You’d have thought then that if the boats aren’t getting them, there would be no chance off the shore, but past experience has taught me that that’s not usually the case. The bream often show tight inshore in better numbers than they do on the offshore reefs when they first arrive and they were late coming in this year.

Weather conditions were not great, lots of algal bloom in the water and a stiff northwest wind gusting 6 at times, though the wind was coming off the land, so it would gain me a little more casting distance, which I figured would be critical in the conditions.

bream_june_2_648729286.jpgI usually fish a pop up rig for the bream, but with the algae in the water chose a simple two-hook clipped up rig with size 2 Kamasan B940’s to keep the baits tight on the seabed.

I sat there for two hours without even a flicker of a bite. An hour before high water I wound in to re bait and found the smallest bream I’ve ever seen hooked fair and square in the mouth. No I hadn’t seen the bite and didn’t even know it was there until I saw it in the waters edge. It must have weighed all of 2ozs!

I switched to a really racy 6500 Mag loaded with 0.30mm diameter line to gain more casting distance and hit the lead high in the sky to maximise the effect of the following wind and gain a few more yards. The bait hadn’t been in the water more than 30 seconds when I saw the tip bounce over. It was a bream about 12ozs which took crab.

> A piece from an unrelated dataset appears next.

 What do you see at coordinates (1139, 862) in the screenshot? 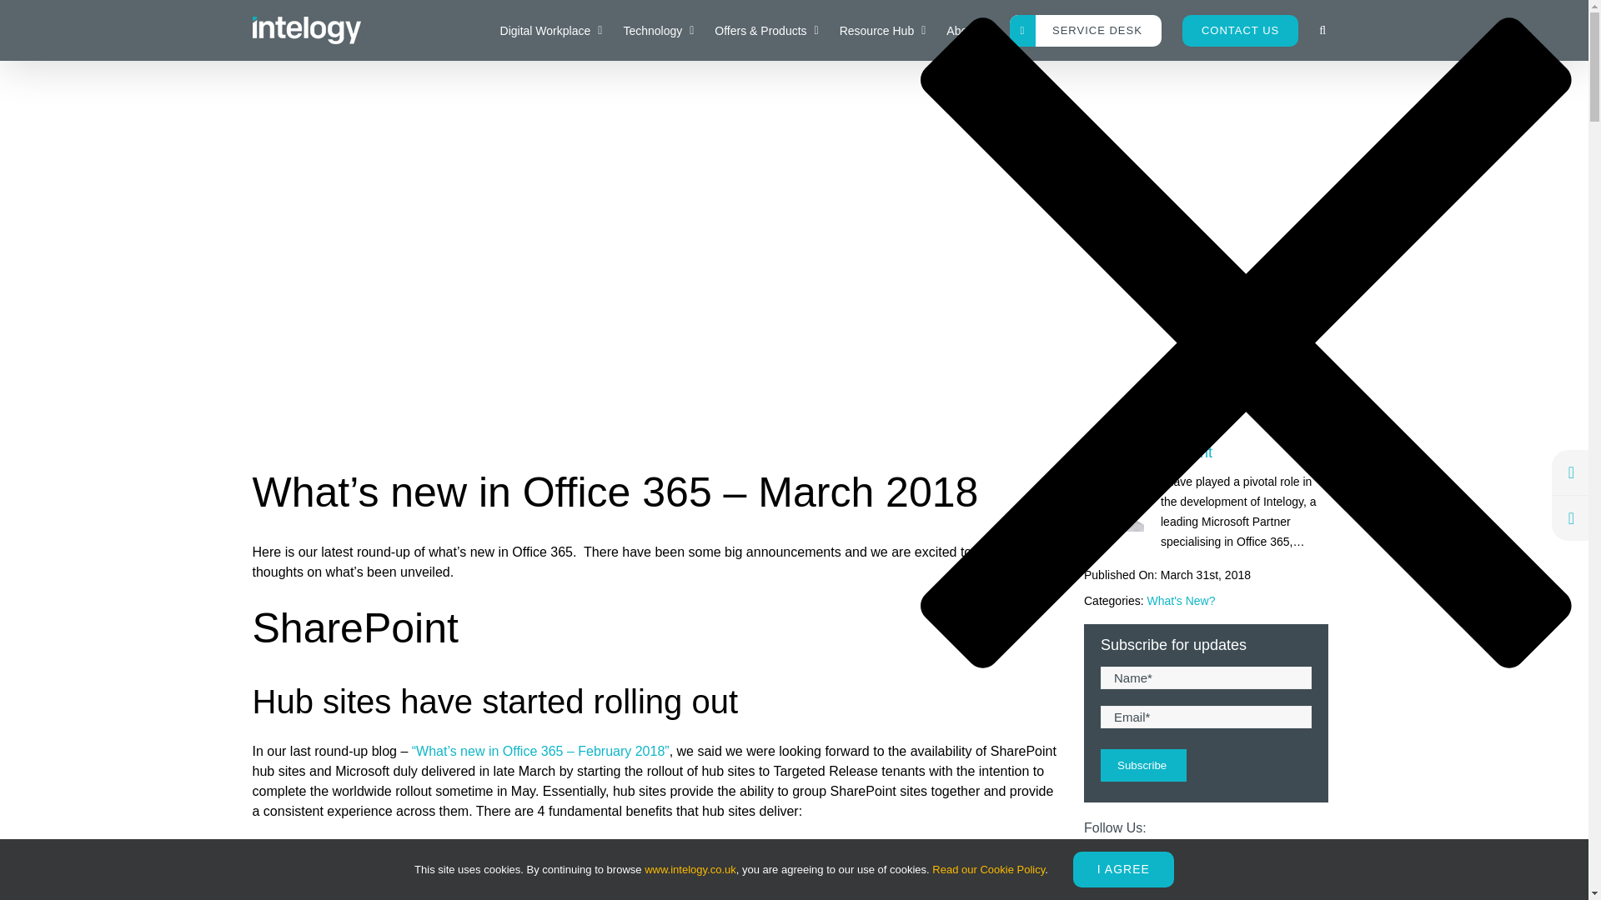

High water was well past by now and usually the bites die, but I decided to stick it out a bit longer.

With so much algae in suspension I decided to bait both hooks with fish, one with Bluey to get some real oil scent in the water and the other with mackerel tipped off with a small strip of squid.

I was just about to pick the rod up for re baiting when the tip bowled over and thumped away. This was a bigger bream and a more spirited fight that had taken the Bluey strip. I weighed it in a plastic bag at 1lb 5ozs. Not a biggie, but still a nice fish from the shore this early in the year. I had no other bites and nothing at all on the rod fishing closer in.

It was a tough session, but the key decision was switching to the Bluey strip which held scent longer than the mackerel could, and in that thick algae filled the water there was still a strong enough scent coming from the Bluey for the fish to find it even after 20 minutes in the water. Squid is usually my top bream bait, but it lacked the scent on the day.